The event features presentations by Conneaut Lake Middle School students relating to Native American culture and local history, food prepared by Conneaut Area Senior High School culinary arts students, and several opportunities for residents to share stories of their life at Conneaut Lake.

Guest speaker David V. Hunt, founder of the Community Building Storytelling Project and nationally known community organizer, facilitates two interactive storytelling and listening workshops.  In these 90-minute workshops, participants have an opportunity to share three to five-minute stories about how the Conneaut Lake community has shaped their life’s journey, what they value most about Conneaut Lake and their hopes for their town’s future.

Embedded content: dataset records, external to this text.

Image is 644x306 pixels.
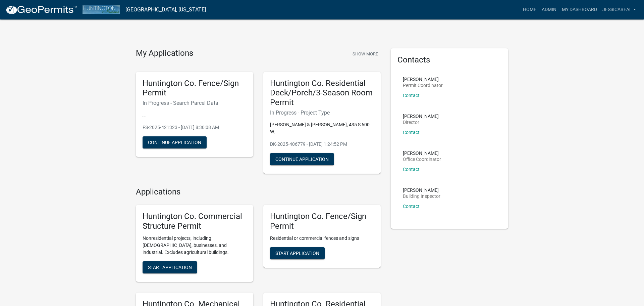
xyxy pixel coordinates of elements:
button: Continue Application [143,136,206,149]
h6: In Progress - Project Type [270,109,374,116]
p: [PERSON_NAME] & [PERSON_NAME], 435 S 600 W, [270,121,374,136]
h6: In Progress - Search Parcel Data [143,100,246,106]
span: Start Application [275,250,319,256]
a: Contact [403,167,420,172]
a: Admin [539,3,559,16]
a: [GEOGRAPHIC_DATA], [US_STATE] [125,4,206,16]
a: Contact [403,130,420,135]
p: [PERSON_NAME] [403,77,443,82]
p: [PERSON_NAME] [403,114,439,119]
h5: Huntington Co. Fence/Sign Permit [143,79,246,98]
p: Permit Coordinator [403,83,443,88]
p: Office Coordinator [403,157,441,162]
button: Start Application [143,261,197,273]
h5: Huntington Co. Residential Deck/Porch/3-Season Room Permit [270,79,374,107]
h4: My Applications [136,48,193,59]
h4: Applications [136,187,381,197]
p: [PERSON_NAME] [403,188,441,192]
h5: Huntington Co. Commercial Structure Permit [143,212,246,231]
p: , , [143,112,246,119]
h5: Huntington Co. Fence/Sign Permit [270,212,374,231]
img: Huntington County, Indiana [82,5,120,14]
a: Contact [403,203,420,209]
button: Show More [350,48,381,59]
button: Start Application [270,247,325,259]
p: Residential or commercial fences and signs [270,235,374,242]
span: Start Application [148,265,192,270]
p: [PERSON_NAME] [403,151,441,155]
p: Building Inspector [403,194,441,199]
p: Nonresidential projects, including [DEMOGRAPHIC_DATA], businesses, and industrial. Excludes agric... [143,235,246,256]
p: DK-2025-406779 - [DATE] 1:24:52 PM [270,141,374,148]
a: JessicaBeal [600,3,639,16]
a: Home [520,3,539,16]
button: Continue Application [270,153,334,165]
a: My Dashboard [559,3,600,16]
p: Director [403,120,439,125]
a: Contact [403,93,420,98]
p: FS-2025-421323 - [DATE] 8:30:08 AM [143,124,246,131]
h5: Contacts [397,55,501,65]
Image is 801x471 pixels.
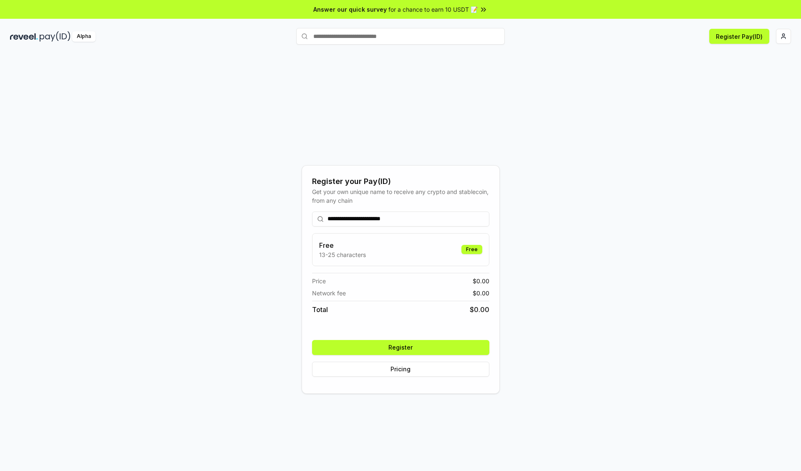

Beginning at 5:15 in the gym, participants in the community storytelling workshops share and record stories based on personal and community memorabilia.  Participants are invited to contribute their stories and objects (such as photos, books, tools and memorabilia) to a community time capsule, which will be created that evening.

At a follow-up workshop at Fireman’s Beach during summer 2015, the time capsule will be reopened and the objects and stories used in a community art event.  Participants who do not want to donate their objects may also have their objects scanned or photographed for inclusion in the time capsule.  All stories become part of a collection of community stories.

“We encourage year-round and summer residents of Conneaut Lake to  bring not only their stories but also objects related to those stories, if they have them,” said Amara Geffen, who is serving as the project’s lead artist.  “Community storytelling and community listening  ̶  exploring and sharing Conneaut Lake’s history through the lives of its residents  ̶  is at the heart of our NEA Our Town project.  These stories will also inform the design of the sculptures for the public art trail.”

Participants also have the opportunity to record shared conversations, modeled upon the nationally known StoryCorps project, about life in Conneaut Lake and to participate in interview sessions to record their individual stories.

Allegheny College students enrolled in two course that focus on community storytelling and public art will assist throughout the evening, interviewing residents, facilitating the recording of shared conversations, and leading hands-on arts activities to help gather community stories and images for the art trail.
To become more familiar with Conneaut Lake, the Allegheny College students visited the Conneaut Lake Historical Society, Fireman’s Beach, Ice House Park, the Central Downtown Business District and Conneaut Lake Park and also met with local resident Jack Dearing  and other community leaders for an introduction to local history.

The NEA’s Our Town program supports creative placemaking projects that contribute to the livability of communities and help transform them into lively, beautiful and sustainable places with the arts at their core.